Dugan Smith(The Columbus Dispatch) – During his last season playing baseball at Fostoria High School this spring, pitcher Dugan Smith started seven games.

He lost six, but the one winner was a one-hitter. He also led the northwestern Ohio school’s Redmen in strikeouts, with 39.

To Dugan, it was a disappointing season. To most others, though, it’s a miracle he even plays the game.

When he was 10 years old, all Dugan wanted to do was play baseball. He dreamed of one day playing in the big leagues.

Instead, doctors discovered he had osteosarcoma, a rare bone cancer in his right leg.
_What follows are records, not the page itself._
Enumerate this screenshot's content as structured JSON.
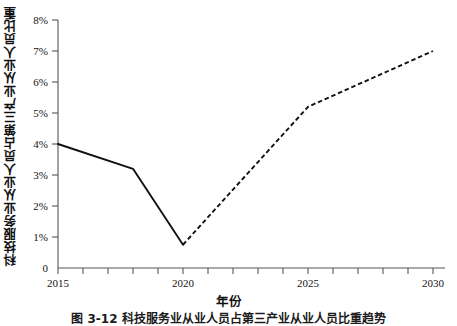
{
  "chart_data": {
    "type": "line",
    "title": "",
    "xlabel": "年份",
    "ylabel": "科技服务业从业人员占第三产业从业人员比重",
    "xlim": [
      2015,
      2030
    ],
    "ylim": [
      0,
      8
    ],
    "grid": false,
    "legend": "none",
    "x_tick_values": [
      2015,
      2016,
      2017,
      2018,
      2019,
      2020,
      2021,
      2022,
      2023,
      2024,
      2025,
      2026,
      2027,
      2028,
      2029,
      2030
    ],
    "x_tick_labels": [
      "2015",
      "",
      "",
      "",
      "",
      "2020",
      "",
      "",
      "",
      "",
      "2025",
      "",
      "",
      "",
      "",
      "2030"
    ],
    "x_labeled_ticks": [
      "2015",
      "2020",
      "2025",
      "2030"
    ],
    "y_tick_values": [
      0,
      1,
      2,
      3,
      4,
      5,
      6,
      7,
      8
    ],
    "y_tick_labels": [
      "0",
      "1%",
      "2%",
      "3%",
      "4%",
      "5%",
      "6%",
      "7%",
      "8%"
    ],
    "series": [
      {
        "name": "历史值",
        "style": "solid",
        "color": "#111111",
        "x": [
          2015,
          2018,
          2020
        ],
        "values": [
          4.0,
          3.2,
          0.75
        ]
      },
      {
        "name": "预测值",
        "style": "dashed",
        "color": "#111111",
        "x": [
          2020,
          2025,
          2030
        ],
        "values": [
          0.75,
          5.2,
          7.0
        ]
      }
    ]
  },
  "axis": {
    "x_title": "年份",
    "y_title": "科技服务业从业人员占第三产业从业人员比重"
  },
  "caption": {
    "text": "图 3-12 科技服务业从业人员占第三产业从业人员比重趋势"
  }
}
Soon after, surgeons at the Arthur G. James Cancer Hospital at Ohio State University amputated much of the leg to remove a softball-sized tumor.

But the surgeons had an idea to give Dugan more mobility – a rotationplasty, a procedure performed a dozen or so times a year in the United States. Here’s how it works: What used to be the shin and calf are turned around and reattached to function as the thigh, and what used to be the ankle and foot — backward now as well – work as the knee.

Most parents of children with osteosarcoma opt for a more normal-looking reconstruction, but this decision ultimately was left up to Dugan. He said yes.